The present paper provides a method to identify the appropriate time-scales at which turbulence components behave quasi-isotropically. In particular, the scales are identified on the basis of an analysis of anisotropic turbulence in the spectral domain. The definition of the spectral anisotropic tensor in terms of ogive functions, rather than of (co)spectra, allows for the evaluation of the overall degree of isotropy associated with time-scales smaller than a given one. In this way, the time-scale separating isotropic from anisotropic turbulence is related to the frequency at which the degree of isotropy meets a threshold value, representative of quasi-isotropic turbulence. The procedure is tested on a dataset of wind speed components and sonic temperature collected on the floor of the Adige Valley (northeastern Italian Alps), which is adopted as a case-study. Finally, the suitability of the estimated time-scales is assessed in the framework of the Monin-Obukhov Similarity Theory by evaluating the agreement of the dimensionless standard deviations with the similarity functions.
We present a refinement of the recursive digital filter proposed by McMillen (Boundary-Layer Meteorol 43:231-245, 1988), for separating surface-layer turbulence from low-frequency fluctuations affecting the mean flow, especially over complex terrain. In fact, a straightforward application of the filter causes both an amplitude attenuation and a forward phase shift in the filtered signal. As a consequence turbulence fluctuations, evaluated as the difference between the original series and the filtered one, as well as higher-order moments calculated from them, may be affected by serious inaccuracies. The new algorithm (i) produces a rigorous zero-phase filter, (ii) restores the amplitude of the low-frequency signal, and (iii) corrects all filter-induced signal distortions.

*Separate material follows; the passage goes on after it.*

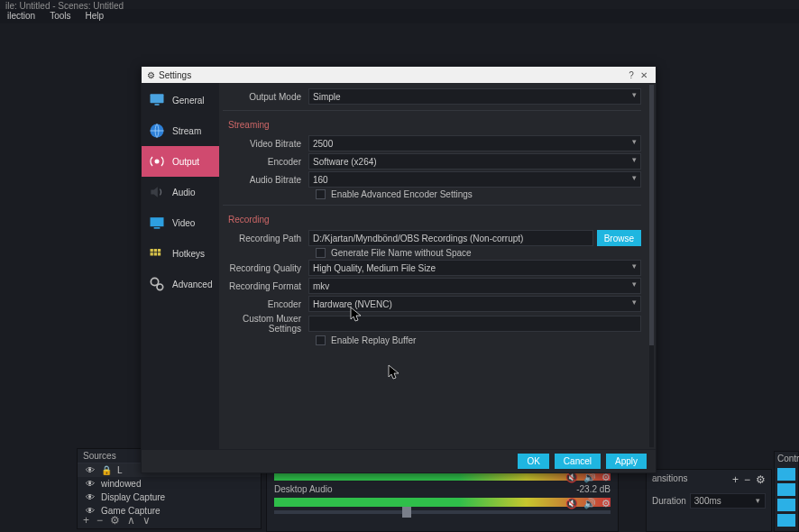  What do you see at coordinates (651, 266) in the screenshot?
I see `content-scrollbar` at bounding box center [651, 266].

Evapotranspiration (ET) represents one of the essential processes controlling the exchange of energy by terrestrial vegetation, providing a strong connection between energy and water fluxes. Different methodologies have been developed in order to measure it at different spatial scales, ranging from individual plants to an entire watershed. In the last few years, several methods and approaches based on remotely sensed data have been developed over different ecosystems for the estimation of ET. In the present work, we outline the correlation between ET measured at four eddy covariance (EC) sites in Italy (situated either in forest or in grassland ecosystems) and (1) the emissivity contrast index (ECI) based on emissivity data from thermal infrared spectral channels of the MODIS and ASTER satellite sensors (CAMEL data-set); (2) the water deficit index (WDI), defined as the difference between the surface and dew point temperature modeled by the ECMWF (European Centre for Medium-Range Weather Forecasts) data. The analysis covers a time-series of 1 to 7 years depending on the site. The results showed that both the ECI and WDI correlate to the ET calculated through EC. In the relationship WDI-ET, the coefficient of determination ranges, depending on the study area, between 0.5 and 0.9, whereas it ranges between 0.5 and 0.7 when ET was correlated to the ECI. The slope and the sign of the latter relationship is influenced by the vegetation habitat, the snow cover (particularly in winter months) and the environmental heterogeneity of the area (calculated in this study through the concept of the spectral variation hypothesis using Rao’s Q heterogeneity index).